Saturday, October 06, 2012

The Words

Copycat

It seems that writers are getting the spotlight on film these days. There's Ruby Sparks, Sinister, and now The Words, where newly minted sexiest man alive Bradley Cooper plays one who in his desperation does the ethically unthinkable - plagiarism, and while he enjoys the fruits from inevitable success, his soul gets gnawed away by incredible guilt, and more so when the original writer, played by Jeremy Irons, come knocking on his door.

But that's not all. There are a total of three stories in different timelines that are tackled in directors Brian Klugman and Lee Sternthal's ambitious tale, boasting a stellar cast but ultimately these ingredients usually thought necessary for a hit movie, turned out to be quite the bore, akin to all freshness being sucked from a xeroxed copy of something original. There's Cooper, Irons, Zoe Saldana, Dennis Quaid, Olivia Wilde, and two younger actors in Ben Barnes and Nora Arnezeder all playing characters whose lives intertwine at different points over the decades, with a twist that didn't come as much of a surprise given both Klugman and Sternthal's direction in placing events in quite verbose fashion. Or perhaps having two directors meant a more schizophrenic narrative treatment.

The Words opens with Dennis Quaid as Clay Hammond, a successful novelist who is doing a large scaled book reading for fans, and in between chapters and during a break, find fancy in the student-writer Daniella, played by Olivia Wilde in yet another role that requires maximum use of her come hither looks, so much so that it's really getting quite tired. They flirt between sessions, and finally you get the sense of an expected evening where both parties get to fulfill their lustful desires, if not for curiosity and plenty more posturing questions to come ruin the atmosphere, from a romantic one into a rather investigative one instead.

Then from Hammond's reading comes his tale of the writer Rory Jansen (Cooper), an impoverished writer who is constantly looked down by many since he's deemed untalented for his chosen profession. Seeking out his dad (J.K. Simmons) for charity to tide him over his difficult times, perhaps it is his wife Dora (Zoe Saldana) who has a major role to play in the events that unfold, where their shopping trip ended up with Rory getting an antique looking bag, where within he finds an unpublished manuscript. For some inexplicable reason he types every single word and punctuation mark into his laptop, which Dora reads because she finds it impossible that his work is taking precedence over their sexual lives, gets tremendously moved, and encourages him to publish it.

That story that Rory transcribed into his laptop, forms the final piece of the puzzle, which tells the tale of a post WWII soldier (Ben Barnes) who picks up the pen and writes while in France, married to his muse Celia (Nora Arnezeder), and is thought to be living the dream despite having little, only for tragedy to strike deep, and how recovery and salvation never quite came by. Part of the supposed mystery here is for the audience to piece together how each of the sequence of stories would relate to the present time, and ponder over how events take on a Russian Doll like approach.

What would have been a lot more interesting, and left relatively unexplored, is the issue of morals, since the second arc took up the bulk of the screen time. Instead it put the focus on the various obsessive writers in all the three stories, and about their broken marriages, which somehow turns this into an anti-romantic genre film, with hope that is bleak. There's the exploration of how lies tend to take on a life of its own, and how a bigger lie is almost always necessary to cover up an initial one. With plagiarism comes the impact on the editors and the publishing industry should it get wind of doubt creeping up onto a bestseller that it may not be an original work, and a copied one at that, with reputations expected to be headed to the doldrums.

Star power can only take a film so far, and the best scenes involve Cooper and Irons sharing in the same frame especially when they debate once the truth got revealed, because everything else seemed to be coasting through and devoid of life, as if a tale based on copying, translates lifelessly onto the screen as well. Which is a real pity.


**THE TASK:**
Reproduce the records in full. Alter nothing.

### MATERIAL SHOWN

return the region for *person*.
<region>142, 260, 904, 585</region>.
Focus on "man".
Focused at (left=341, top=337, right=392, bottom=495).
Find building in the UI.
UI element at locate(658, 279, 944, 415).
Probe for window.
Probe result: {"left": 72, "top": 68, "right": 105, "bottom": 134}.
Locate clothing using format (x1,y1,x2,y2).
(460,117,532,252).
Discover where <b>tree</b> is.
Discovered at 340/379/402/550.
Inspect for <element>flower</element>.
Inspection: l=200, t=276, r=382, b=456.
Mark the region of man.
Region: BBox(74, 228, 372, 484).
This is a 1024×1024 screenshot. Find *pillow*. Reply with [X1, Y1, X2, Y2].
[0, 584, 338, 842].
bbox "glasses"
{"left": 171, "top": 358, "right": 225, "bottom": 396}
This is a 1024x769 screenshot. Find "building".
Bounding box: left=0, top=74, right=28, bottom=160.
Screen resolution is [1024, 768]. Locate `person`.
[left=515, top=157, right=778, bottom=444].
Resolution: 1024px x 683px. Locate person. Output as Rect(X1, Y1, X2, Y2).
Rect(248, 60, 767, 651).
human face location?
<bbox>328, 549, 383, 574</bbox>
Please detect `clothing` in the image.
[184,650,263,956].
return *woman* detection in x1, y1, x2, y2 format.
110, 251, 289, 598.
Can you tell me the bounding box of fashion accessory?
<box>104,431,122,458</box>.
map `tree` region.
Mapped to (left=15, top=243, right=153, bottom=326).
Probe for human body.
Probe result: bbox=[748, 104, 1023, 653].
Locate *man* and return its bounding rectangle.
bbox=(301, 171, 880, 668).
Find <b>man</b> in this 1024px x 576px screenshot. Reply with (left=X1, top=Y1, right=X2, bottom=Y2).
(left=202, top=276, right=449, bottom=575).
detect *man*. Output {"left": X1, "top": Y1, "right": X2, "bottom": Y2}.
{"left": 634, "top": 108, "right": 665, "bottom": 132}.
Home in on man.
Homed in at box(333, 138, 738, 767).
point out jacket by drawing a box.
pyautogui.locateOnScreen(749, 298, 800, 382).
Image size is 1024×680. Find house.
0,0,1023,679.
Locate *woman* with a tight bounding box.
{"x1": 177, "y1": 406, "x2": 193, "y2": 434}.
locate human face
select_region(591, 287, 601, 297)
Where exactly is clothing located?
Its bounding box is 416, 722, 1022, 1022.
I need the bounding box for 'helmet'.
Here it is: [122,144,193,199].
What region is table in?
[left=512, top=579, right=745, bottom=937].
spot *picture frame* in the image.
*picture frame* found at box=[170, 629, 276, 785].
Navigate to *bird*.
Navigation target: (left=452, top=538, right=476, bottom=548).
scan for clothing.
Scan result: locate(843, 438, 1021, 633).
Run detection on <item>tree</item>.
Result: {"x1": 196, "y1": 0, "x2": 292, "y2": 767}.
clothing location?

######

**EXERCISE RESULT:**
return the region for *person*.
<region>142, 260, 904, 585</region>.
Focus on "man".
Focused at (left=341, top=337, right=392, bottom=495).
Find building in the UI.
UI element at locate(658, 279, 944, 415).
Probe for window.
Probe result: {"left": 72, "top": 68, "right": 105, "bottom": 134}.
Locate clothing using format (x1,y1,x2,y2).
(460,117,532,252).
Discover where <b>tree</b> is.
Discovered at 340/379/402/550.
Inspect for <element>flower</element>.
Inspection: l=200, t=276, r=382, b=456.
Mark the region of man.
Region: BBox(74, 228, 372, 484).
This is a 1024×1024 screenshot. Find *pillow*. Reply with [X1, Y1, X2, Y2].
[0, 584, 338, 842].
bbox "glasses"
{"left": 171, "top": 358, "right": 225, "bottom": 396}
This is a 1024x769 screenshot. Find "building".
Bounding box: left=0, top=74, right=28, bottom=160.
Screen resolution is [1024, 768]. Locate `person`.
[left=515, top=157, right=778, bottom=444].
Resolution: 1024px x 683px. Locate person. Output as Rect(X1, Y1, X2, Y2).
Rect(248, 60, 767, 651).
human face location?
<bbox>328, 549, 383, 574</bbox>
Please detect `clothing` in the image.
[184,650,263,956].
return *woman* detection in x1, y1, x2, y2 format.
110, 251, 289, 598.
Can you tell me the bounding box of fashion accessory?
<box>104,431,122,458</box>.
map `tree` region.
Mapped to (left=15, top=243, right=153, bottom=326).
Probe for human body.
Probe result: bbox=[748, 104, 1023, 653].
Locate *man* and return its bounding rectangle.
bbox=(301, 171, 880, 668).
Find <b>man</b> in this 1024px x 576px screenshot. Reply with (left=X1, top=Y1, right=X2, bottom=Y2).
(left=202, top=276, right=449, bottom=575).
detect *man*. Output {"left": X1, "top": Y1, "right": X2, "bottom": Y2}.
{"left": 634, "top": 108, "right": 665, "bottom": 132}.
Home in on man.
Homed in at box(333, 138, 738, 767).
point out jacket by drawing a box.
pyautogui.locateOnScreen(749, 298, 800, 382).
Image size is 1024×680. Find house.
0,0,1023,679.
Locate *woman* with a tight bounding box.
{"x1": 177, "y1": 406, "x2": 193, "y2": 434}.
locate human face
select_region(591, 287, 601, 297)
Where exactly is clothing located?
Its bounding box is 416, 722, 1022, 1022.
I need the bounding box for 'helmet'.
Here it is: [122,144,193,199].
What region is table in?
[left=512, top=579, right=745, bottom=937].
spot *picture frame* in the image.
*picture frame* found at box=[170, 629, 276, 785].
Navigate to *bird*.
Navigation target: (left=452, top=538, right=476, bottom=548).
scan for clothing.
Scan result: locate(843, 438, 1021, 633).
Run detection on <item>tree</item>.
Result: {"x1": 196, "y1": 0, "x2": 292, "y2": 767}.
clothing location?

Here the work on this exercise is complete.